After dinner they walked back to the marina, stopping to wait for the green flash, but it was a no-show and they walked on as the evening closed in around them. The air was a bit cooler than it had been the past week, and Collins saw a bit of mackerel sky overhead...

"I wouldn't be surprised if we woke up to fog in the morning," he said, and Whittington looked up at the sky then.

"Yes indeed. By midnight. That's my guess."

"Your radar? What's the range?"

"Sixteen miles. Yours?"

"Thirty-six."

"Shipping lanes start about five miles offshore, the heavier stuff is mid-channel, however."

"Nothing like fog to spice up your life," Collins sighed.

"Is fog a problem?" Liz asked.

"Only if there's a problem," Collins said, grinning at her.

"Which means what?" Deb said.

"It's no big deal with radar," Whittington said confidently as they resumed walking, but he moved in close to Collins then. "I haven't noticed. Do you have reflectors in the masts."

"Yup, on the shrouds, port and starboard. You?"

"Yes, of course. I think we should be out the breakwater just at slack water. 0440, I think it is, and get an early start on it. Sun should break it up by ten or so, and we can beat a lot of shipping out of the Solent that way."

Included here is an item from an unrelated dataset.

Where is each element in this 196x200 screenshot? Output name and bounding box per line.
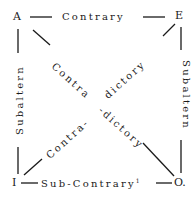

"Sounds good to me. We'd better get some rest," Sumner said, looking at his watch.

"You decide when we're going to leave yet?" Rod asked as he came alongside.

"Pull out of the slip around 0430 or so," Whittington said. "Say about ten minutes to get all the lines aboard, so up on deck around 0415."

"Six hours of sleep if you're lucky," Collins added.

They walked down the long sloping drive to the marina, then out to the boats. Collins helped Liz and Deb aboard, then turned on the spreader lights and walked around the deck, checking dock lines and genoa sheet leads, then the safety lines on the anchors. He went below and checked the bilges and float-switches, made sure the gear Rod and Liz had carried aboard was safely stowed, then he bid them a good night. Sitting at the chart table by the companionway, he pulled out the Ship's Log and got it ready to update, the charts too, then went over breakers on the panel. He heard Deb in the shower and made a mental note to top off the water tanks first thing in the morning, then went forward and told Rod and Liz to keep any showering to a minimum -- at least until they were safely back ashore.

"What about now?" Liz asked.

"Deb's showering now, but as soon as she's through. Rod, let me show you how to get it going..." 'Five hours now,' Collins sighed as he thought about the short night ahead, but he was getting the same butterflies he had before every trip and wasn't sleepy, so he went in when Deb finished showering and brushed his teeth, then took his evening meds and waited for her on the bed.

"I'm beginning to know that look in your eyes," she said when she came in and lay beside him.

"Oh?"

"Horny?"

He grinned. "Every time I look at your legs."

"Sleepy?"

"Not at all. You?"

"Wide awake. Nervous -- and wide awake."

"Not much to be nervous about, not really."

"I've never been sailing, I seem to recall telling you. Matter of fact, only boat I've ever been on was a dinner cruise somewhere when I was a kid."

He smiled. "First time for everything, I reckon. Can you swim?"